Seven pieces of outerwear, three tote bags and a bucket hat will drop in early June – just in time for Glastonbury – and a second drop is scheduled for August 2, as the last wave of festivals takes place. It’s a canny marketing plan that taps into Chung as one of the poster girls for Brit girl Glasto style, which is, thankfully, lightyears away from the Coachella fashion currently infiltrating our Instagram feeds.
What’s the Chung tilt on the classic khaki countrywear? She has cropped all the sleeves, crisped up the collars, narrowed the A-lines into “B-lines” for a snugger silhouette and stitched a bold lighthouse logo combining both names into each piece. Highlights include a blue raincoat inspired by Liam Gallagher, and a quilted green coat with corduroy collars and cuffs that sings of royals in Balmoral.
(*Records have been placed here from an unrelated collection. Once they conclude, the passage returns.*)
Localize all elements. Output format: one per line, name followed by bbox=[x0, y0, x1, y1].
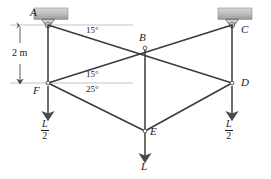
support-block-A bbox=[34, 8, 68, 19]
angle-label-upper-at-F: 15° bbox=[86, 70, 99, 79]
load-label-F-numerator: L bbox=[41, 119, 49, 131]
truss-diagram-svg bbox=[0, 0, 271, 179]
node-label-B: B bbox=[139, 32, 146, 43]
load-label-D: L 2 bbox=[225, 119, 233, 141]
joint-B bbox=[143, 46, 147, 50]
truss-diagram-figure: A B C D E F 15° 15° 25° 2 m L 2 L L 2 bbox=[0, 0, 271, 179]
node-label-E: E bbox=[150, 126, 157, 137]
angle-label-lower-at-F: 25° bbox=[86, 85, 99, 94]
load-label-E: L bbox=[141, 161, 147, 172]
dimension-label-2m: 2 m bbox=[12, 48, 27, 58]
node-label-F: F bbox=[33, 85, 40, 96]
load-label-D-denominator: 2 bbox=[225, 131, 233, 142]
angle-label-at-A: 15° bbox=[86, 26, 99, 35]
member-ED bbox=[145, 83, 232, 131]
support-block-C bbox=[218, 8, 252, 19]
node-label-D: D bbox=[241, 77, 249, 88]
node-label-A: A bbox=[30, 7, 37, 18]
load-label-D-numerator: L bbox=[225, 119, 233, 131]
joint-E bbox=[143, 129, 147, 133]
node-label-C: C bbox=[241, 24, 248, 35]
joint-D bbox=[230, 81, 234, 85]
load-label-F-denominator: 2 bbox=[41, 131, 49, 142]
load-label-F: L 2 bbox=[41, 119, 49, 141]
Perhaps the expertise of running her own eponymous brand for two years has bolstered her confidence in the studio, but the collaboration feels like the most natural tie-up out of the string of companies Chung has aligned herself with (Superga, Marks & Spencer, AG Jeans, Vöslauer Mineralwasser) over the years. It represents “the ABCs of being ‘moi’,” she continues. “One, wear a Barbour; two, make sure the sleeves are short; and three, pretend to be French. My whole ambition, at all times, is to not look like clothes are fussy or are eating you, and to make something hang so that it flatters.”
Stocked on Barbour.com and Alexachung.com, as well as select retail partners (Net-a-porter, Selfridges, Liberty), the collection will be priced from £229 – £429.